Short stories by Ann Beattie
Ann Beattie has been included in four O. Henry Award Collections, in John Updike’s The Best American Short Stories of the Century, and in Jennifer Egan’s The Best American Short Stories 2014. In 2000, she received the PEN/Malamud Award for achievement in the short story. In 2005, she received the Rea Award for the Short Story. She was the Edgar Allan Poe Professor of Literature and Creative Writing at the University of Virginia. She is a member of The American Academy of Arts and Letters and of the American Academy of Arts and Sciences. She and her husband, Lincoln Perry, live in Maine and Key West, Florida.
Listing 8 stories.
Multiple extramarital affairs come to a head years later, but the narrator circumvents them at the last moment.
En route home from a dinner party with her husband, a woman reflects on the death of their young daughter and the omnipresence of tragedy in their lives.

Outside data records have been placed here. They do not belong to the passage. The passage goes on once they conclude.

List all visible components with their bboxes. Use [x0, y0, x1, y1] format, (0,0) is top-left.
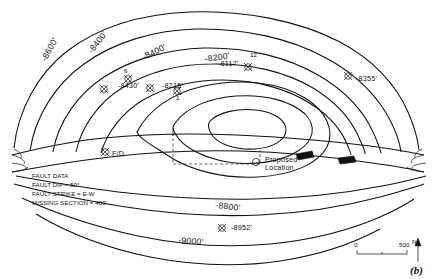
contour-lines-upper — [14, 12, 419, 178]
scale-bar-label-0: 0 — [354, 241, 358, 248]
fault-trace-lower — [12, 151, 424, 172]
well-label-fd: F/D — [112, 149, 124, 158]
fault-data-missing-section: MISSING SECTION = 400' — [32, 199, 107, 206]
scale-bar-label-500: 500 — [399, 241, 410, 248]
structure-contour-map-figure: -8600' -8400' -8400' -8200' -8800' -9000… — [0, 0, 439, 279]
well-label-1: 1 — [176, 94, 180, 101]
well-label-8117: -8117' — [218, 59, 239, 68]
well-symbol-8355[interactable] — [344, 72, 352, 80]
well-label-8215: -8215' — [162, 81, 183, 90]
well-label-8355: -8355' — [356, 74, 377, 83]
contour-crest-core — [208, 109, 286, 149]
north-arrow: N — [412, 238, 421, 262]
proposed-label-line2: Location — [265, 163, 294, 172]
fault-data-title: FAULT DATA — [32, 172, 69, 179]
well-symbol-8215[interactable] — [146, 84, 154, 92]
contour-label-8400-left: -8400' — [86, 29, 110, 55]
fault-end-west — [12, 149, 28, 172]
scale-bar: 0 500 — [354, 241, 410, 254]
contour-label-8400-mid: -8400' — [140, 42, 167, 62]
well-symbol-fd[interactable] — [101, 148, 109, 156]
scale-bar-line — [357, 250, 407, 254]
contour-label-8600-left: -8600' — [39, 36, 60, 63]
contour-8400-outer — [30, 29, 401, 152]
well-label-6: 6 — [124, 67, 128, 74]
contour-label-8800: -8800' — [215, 200, 241, 213]
fault-data-strike: FAULT STRIKE = E-W — [32, 190, 95, 197]
proposed-location-label: Proposed Location — [265, 155, 297, 172]
fault-data-dip: FAULT DIP = 50° — [32, 181, 80, 188]
fault-band — [12, 134, 426, 172]
well-label-12: 12 — [250, 51, 257, 58]
well-symbol-8430[interactable] — [100, 85, 108, 93]
well-labels: -8430' 6 -8215' 1 -8117' 12 -8355' F/D -… — [112, 51, 377, 232]
proposed-location-symbol[interactable] — [252, 158, 259, 165]
contour-9200-south — [36, 214, 380, 265]
north-arrow-label: N — [412, 238, 416, 245]
contour-8200-inner — [101, 80, 351, 155]
fault-marker-right — [338, 156, 356, 164]
well-label-8430: -8430' — [118, 81, 139, 90]
fault-marker-left — [296, 151, 314, 160]
contour-label-9000: -9000' — [178, 235, 204, 247]
map-canvas: -8600' -8400' -8400' -8200' -8800' -9000… — [0, 0, 439, 279]
well-symbol-8952[interactable] — [218, 224, 226, 232]
panel-label: (b) — [410, 264, 423, 277]
contour-labels: -8600' -8400' -8400' -8200' -8800' -9000… — [39, 29, 241, 247]
well-label-8952: -8952' — [231, 223, 252, 232]
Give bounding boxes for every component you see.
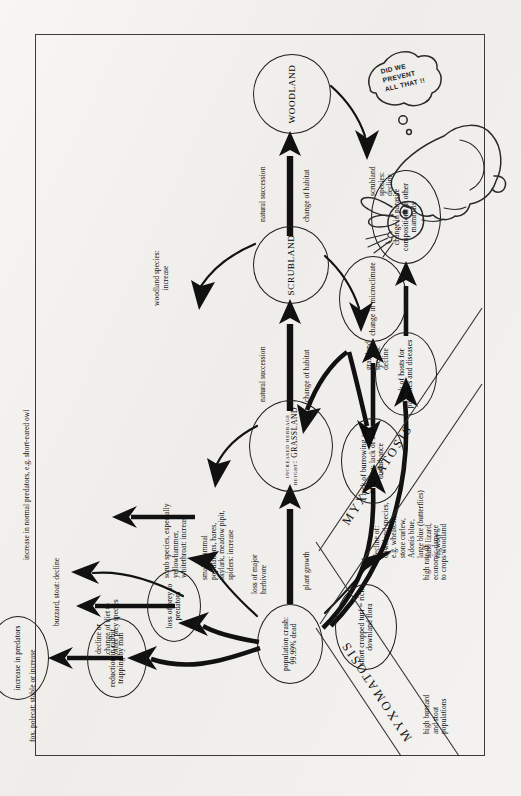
- node-loss-of-prey: loss of prey to predators: [147, 570, 201, 642]
- caption-scrub-species: scrub species, especially yellowhammer, …: [163, 438, 189, 578]
- caption-fox-polecat: fox, polecat: stable or increase: [29, 552, 38, 742]
- caption-small-mammal: small mammal populations, hares, skylark…: [201, 420, 236, 580]
- node-lack-of-hosts-label: lack of hosts for parasites and diseases: [398, 335, 415, 413]
- caption-plant-growth: plant growth: [303, 498, 312, 590]
- caption-loss-of-major-herbivore: loss of major herbivore: [251, 502, 268, 594]
- node-population-crash-label: population crash: 99.99% dead: [282, 607, 299, 681]
- caption-buzzard-stoat: buzzard, stoat: decline: [53, 466, 62, 626]
- rabbit-ear-right: [369, 215, 399, 227]
- caption-economic-damage: high rate of economic damage to crops/wo…: [423, 450, 449, 580]
- caption-high-buzzard-populations: high buzzard and stoat populations: [423, 614, 449, 734]
- caption-change-of-habitat-1: change of habitat: [303, 296, 312, 402]
- node-loss-of-prey-label: loss of prey to predators: [166, 573, 183, 639]
- node-scrubland-label: SCRUBLAND: [286, 234, 296, 295]
- node-scrubland: SCRUBLAND: [253, 226, 329, 304]
- node-grassland-label: increased herbage height: GRASSLAND: [283, 403, 300, 489]
- node-grassland: increased herbage height: GRASSLAND: [249, 400, 333, 492]
- rabbit-pupil: [402, 209, 407, 214]
- caption-grassland-species: grassland species: decline: [365, 274, 391, 370]
- caption-natural-succession-1: natural succession: [259, 296, 268, 402]
- caption-normal-predators: increase in normal predators, e.g. short…: [23, 270, 32, 560]
- rabbit-haunch: [460, 140, 484, 190]
- caption-change-of-habitat-2: change of habitat: [303, 116, 312, 222]
- node-woodland-label: WOODLAND: [287, 65, 297, 124]
- rabbit-paw-rear: [444, 207, 466, 209]
- rabbit-cartoon: DID WE PREVENT ALL THAT !!: [356, 42, 508, 277]
- caption-decline-diet: decline or change of diet to other prey …: [95, 514, 121, 654]
- caption-woodland-species: woodland species: increase: [153, 230, 170, 326]
- node-short-cropped-turf: short cropped turf = rich downland flora: [335, 584, 397, 670]
- rabbit-ear-left: [361, 197, 393, 215]
- caption-natural-succession-2: natural succession: [259, 116, 268, 222]
- node-increase-in-predators-label: increase in predators: [14, 626, 23, 691]
- bubble-dot-large: [399, 116, 407, 124]
- bubble-dot-small: [407, 130, 412, 135]
- rabbit-tail: [492, 176, 506, 192]
- node-population-crash: population crash: 99.99% dead: [257, 604, 323, 684]
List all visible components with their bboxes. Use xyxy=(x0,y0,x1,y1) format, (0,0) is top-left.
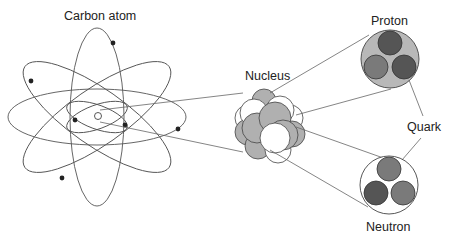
quark xyxy=(392,55,416,79)
quark-label: Quark xyxy=(407,120,442,134)
electron xyxy=(176,127,181,132)
electron xyxy=(73,118,78,123)
atom-label: Carbon atom xyxy=(64,9,136,23)
electron xyxy=(111,41,116,46)
proton-label: Proton xyxy=(371,14,408,28)
atom-nucleus-marker xyxy=(95,113,102,120)
quark xyxy=(377,157,401,181)
nucleus xyxy=(235,89,305,163)
electron xyxy=(29,79,34,84)
quark xyxy=(364,55,388,79)
neutron xyxy=(360,156,418,214)
quark xyxy=(378,31,402,55)
quark xyxy=(391,181,415,205)
neutron-label: Neutron xyxy=(366,220,411,234)
proton xyxy=(361,30,419,88)
quark xyxy=(364,181,388,205)
nucleus-label: Nucleus xyxy=(245,69,290,83)
electron xyxy=(60,176,65,181)
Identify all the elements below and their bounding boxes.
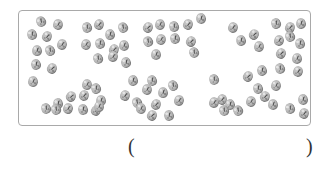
- open-paren: (: [128, 134, 135, 158]
- seed-icon: [271, 79, 282, 91]
- seed-icon: [268, 98, 278, 109]
- seed-icon: [158, 86, 168, 97]
- seed-icon: [119, 39, 129, 50]
- close-paren: ): [306, 134, 313, 158]
- seed-icon: [136, 102, 147, 114]
- seed-icon: [28, 75, 39, 87]
- seed-icon: [32, 44, 42, 55]
- seed-icon: [292, 52, 302, 63]
- seed-icon: [151, 49, 161, 60]
- answer-blank[interactable]: [140, 134, 302, 158]
- seed-icon: [94, 100, 104, 111]
- answer-bracket: ( ): [0, 134, 326, 158]
- seed-icon: [155, 18, 166, 30]
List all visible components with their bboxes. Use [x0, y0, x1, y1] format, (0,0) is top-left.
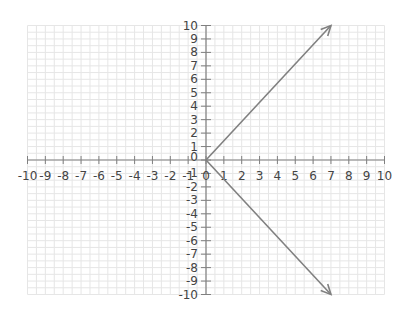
x-tick-label: 8 — [345, 169, 353, 183]
x-tick-label: 4 — [274, 169, 282, 183]
x-tick-label: -9 — [39, 169, 51, 183]
y-tick-label: 8 — [190, 45, 198, 59]
x-tick-label: 9 — [363, 169, 371, 183]
y-tick-label: 2 — [190, 126, 198, 140]
y-tick-label: 9 — [190, 32, 198, 46]
y-tick-label: 6 — [190, 72, 198, 86]
y-tick-label: 0 — [190, 150, 198, 164]
x-tick-label: 6 — [309, 169, 317, 183]
x-tick-label: 10 — [377, 169, 392, 183]
y-tick-label: 3 — [190, 113, 198, 127]
x-tick-label: -7 — [75, 169, 87, 183]
y-tick-label: -3 — [186, 193, 198, 207]
y-tick-label: -9 — [186, 274, 198, 288]
y-tick-label: -2 — [186, 180, 198, 194]
y-tick-label: -10 — [178, 288, 198, 302]
y-tick-label: -5 — [186, 220, 198, 234]
x-tick-label: -5 — [111, 169, 123, 183]
y-tick-label: -4 — [186, 207, 198, 221]
y-tick-label: 5 — [190, 86, 198, 100]
y-tick-label: 4 — [190, 99, 198, 113]
y-tick-label: -6 — [186, 234, 198, 248]
x-tick-label: 0 — [202, 169, 210, 183]
x-tick-label: -10 — [18, 169, 38, 183]
coordinate-plane: -10-9-8-7-6-5-4-3-2-1012345678910 -10-9-… — [0, 0, 412, 312]
x-tick-label: 3 — [256, 169, 264, 183]
x-tick-label: 2 — [238, 169, 246, 183]
y-tick-label: -8 — [186, 261, 198, 275]
x-tick-label: -4 — [129, 169, 141, 183]
x-tick-label: -8 — [57, 169, 69, 183]
y-tick-label: 10 — [183, 19, 198, 33]
x-tick-label: -2 — [164, 169, 176, 183]
y-tick-label: -1 — [186, 166, 198, 180]
x-tick-label: -6 — [93, 169, 105, 183]
x-tick-label: -3 — [146, 169, 158, 183]
x-tick-label: 7 — [327, 169, 335, 183]
x-tick-label: 5 — [291, 169, 299, 183]
y-tick-label: -7 — [186, 247, 198, 261]
x-tick-labels: -10-9-8-7-6-5-4-3-2-1012345678910 — [18, 169, 392, 183]
y-tick-label: 7 — [190, 59, 198, 73]
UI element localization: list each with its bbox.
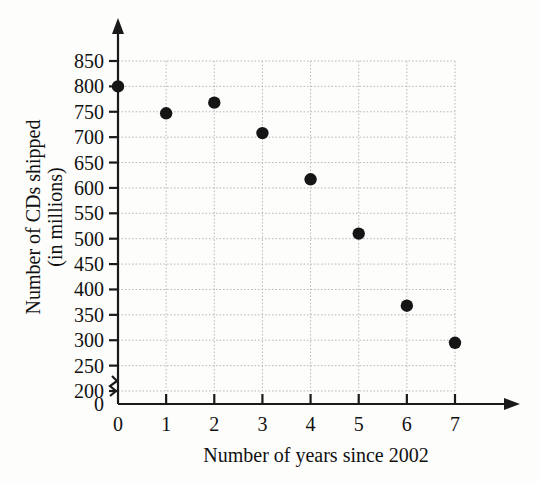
x-tick-label: 2	[209, 413, 219, 435]
y-tick-label: 500	[74, 228, 104, 250]
x-tick-label: 6	[402, 413, 412, 435]
y-tick-label: 650	[74, 152, 104, 174]
y-axis-title-line-1: Number of CDs shipped	[22, 120, 45, 315]
x-axis-arrowhead	[504, 398, 520, 410]
y-tick-label: 550	[74, 202, 104, 224]
y-axis-title-group: Number of CDs shipped (in millions)	[22, 120, 67, 315]
x-tick-label: 7	[450, 413, 460, 435]
chart-canvas: 0200250300350400450500550600650700750800…	[0, 0, 540, 482]
y-tick-label: 200	[74, 380, 104, 402]
y-tick-label: 850	[74, 50, 104, 72]
y-tick-label: 800	[74, 75, 104, 97]
data-point	[208, 96, 220, 108]
x-tick-label: 4	[306, 413, 316, 435]
y-tick-label: 350	[74, 304, 104, 326]
data-point	[401, 300, 413, 312]
data-point	[353, 227, 365, 239]
data-point	[112, 80, 124, 92]
data-point	[304, 173, 316, 185]
y-axis-title-line-2: (in millions)	[44, 167, 67, 266]
x-axis-title-group: Number of years since 2002	[203, 444, 429, 467]
x-tick-label: 0	[113, 413, 123, 435]
data-point	[449, 337, 461, 349]
data-point	[160, 107, 172, 119]
data-point	[256, 127, 268, 139]
x-tick-label: 5	[354, 413, 364, 435]
x-axis-title: Number of years since 2002	[203, 444, 429, 467]
y-tick-label: 750	[74, 101, 104, 123]
y-tick-label: 600	[74, 177, 104, 199]
y-axis-arrowhead	[112, 18, 124, 34]
y-tick-label: 400	[74, 278, 104, 300]
x-tick-label: 3	[257, 413, 267, 435]
axis-break-symbol	[110, 376, 117, 396]
x-tick-label: 1	[161, 413, 171, 435]
y-tick-label: 700	[74, 126, 104, 148]
y-axis-ticks: 0200250300350400450500550600650700750800…	[74, 50, 118, 415]
axes	[110, 18, 520, 410]
y-tick-label: 300	[74, 329, 104, 351]
y-tick-label: 250	[74, 355, 104, 377]
y-tick-label: 450	[74, 253, 104, 275]
x-axis-ticks: 01234567	[113, 394, 460, 435]
data-points	[112, 80, 461, 349]
scatter-plot-figure: 0200250300350400450500550600650700750800…	[0, 0, 540, 482]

A real estate agent obsesses over a bowl gifted by her secret lover. Over time, she becomes more infatuated with the bowl and less infatuated with her lover, yet she still must decide if she should end her marriage to be with him.
An older man, while on vacation with his sister, visits the family of his late colleague, a well-known writer. A biography has recently been published about this late colleague, and the man struggles to reconnect with the grieving family, obviously on edge because of the book's personal and revealing content, during his visit.
A rich know-it-all visits Los Angeles after his marriage falls apart, where he has a spiritual encounter with wildlife. He is left with a greater understanding of himself, but needs yet another push to finally change his attitude.
A woman narrates the experience of sending her young daughter off every weekend to stay with her ex-husband and his boyfriend- until things change.
When a writer and her old writing professor reconvene in a Mexican restaurant one final time before the professor's death, they experience a night of unwanted encounters and unnecessary criticism that leaves the writer with a bitter taste in her mouth.
An artist selling his work in LA is suddenly called back to Connecticut because of the accidental death of his relative, which brings together the entire ensemble of their eccentric family.